Africa 2008

Click HERE to start the full tour or select a leg of the journey below.

Cockburn Town, Grand Turk  San Juan, Puerto Rico Phillipsburg, St. Maarten Funchal, Madiera Marrakesh, (Casablanca) Morocco
Agadir, Morocco Dakar, Senegal Banjul, The Gambia Takoradi, Ghana Lome, Togo
Neptune Day, 00.00 Lat/00.00 Long. Walvis Bay, Namibia Ludaritz, Namibia Cape Town, South Africa Lesotho, (Durban) South Africa
Richards Bay, South Africa La Possession, Reunion Port Louis, Mauritius Victoria, Mahe, Seychelles Mombassa, Kenya
Gulf of Oman Escort Salalah, Oman Luxor (Safaga), Egypt Suez Canal Cairo (Alexandria), Egypt
Valletta, Malta Gabes, Tunisia Malaga, Spain Cadiz, Spain Lisbon, Portugal
 
 

Mombassa, Kenya

 
This was my 5th time to Mombasa, and also my first time really staying in the port. We docked there for 3 days in order that people might experience safaris out as far as the Ngorongoro Crater, Tsavo, Amboselli, and the Serengeti - all of which I have done. I would love to re-do everything (over and over), but its awfully expensive now.

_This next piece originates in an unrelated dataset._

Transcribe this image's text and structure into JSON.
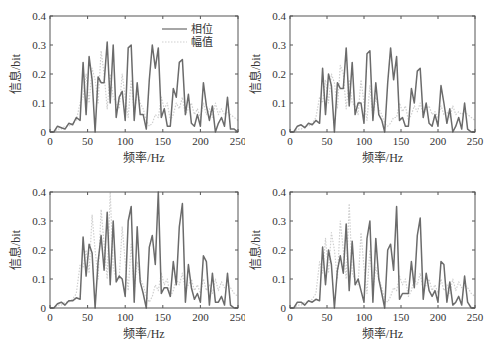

My first time was in a rented zebra-striped bus back in 1969 when Semester at Sea docked there for a week - we took off blindly for the adventure of a lifetime - six of us - the stories are simply unbelievable.

One which I will relate here - skip down to the paragraph above the next picture to rejoin this current travelogue if you're not interested. Back on my first Semester at Sea in Mombasa, after having packed our "supplies" atop the bus (food stolen for days previous from the ship's dining room by all of us). These supplies were, of course, raided by monkeys and millions of bees our first night in the parking lot of a lodge where organized tours from our ship were staying. The groundskeepers bailed us out of that mess. So we drove off and found a herd of giraffe. We went off-road in the grasslands following these rather suspicious giraffe (they knew zebras don't have wheels). Well, after a while, tiring of the giraffe, we decided to push on, and, it was then that we realized, that having meandered through a sea of tall grass, we no longer had any idea where the road was!!! Nor could we identify it in the distance because there was only one or two cars an hour that would possibly pass by. But what's this??? On the horizon!!! A lone figure - dressed in a red robe!!! So we drive over to this guy, with the hopes that when we presented ourselves to him, and he, seeing six white teenagers where white teenagers are never seen, in a car (albeit looking like a zebra with wheels, but a car, nonetheless) where a car is never seen, that he might get the idea we were lost and that we might might be looking for a road. Well, it turns out, when we got to him, that he was the son of a Massai Chieftain, had been schooled in London, and spoke the Queens English better than ANY of us. He had returned to his village to assist in integrating his people with the previous British East African Government (before Kenya achieved independence in 1963) and remained there to this day. He was equally as excited as were we to meet him, and for the next two days we lived with him in his communal family hut in the village (most of us slept in the bus), eating his bread and milk and cows blood (yes, cows blood), and all those good things that go with being a Massai. He showed us how they lived, took us at night out to an elephant watering hole, and showed us all sorts of neat stuff. He was called "Sir Bobby", and when we left to push on to the Ngorongoro Crater, the Great Rift, Nairobi, and Tsavo, we drove him - well, he took us - to a tourist lodge where he said he could receive mail. But despite our efforts to retain contact with him, that was the last we ever heard. But what an experience.

I chose to include that, because Mombasa is just not all that exciting!! Be that as it may, rather than redo a lot of dusty safari stuff, despite how exciting and beautiful it is, I decided to hang out around Mombasa.

The first day I did the obligatory "city tour" to see what, if anything, I would like to go back to, and poke around, later. Mombasa's signature is (are?) the aluminum tusks arching out over Moi Avenue, the main East/West commercial street of the town.

They were constructed to commemorate Queen Elizabeth's visit in 1952 and are made of aluminum (and are sorely in need of a paint job). Interestingly enough, with the two sets of tusks, accommodating the two-lane "carriageway" (I love that word), the tusks form an "M" for Mombasa as well.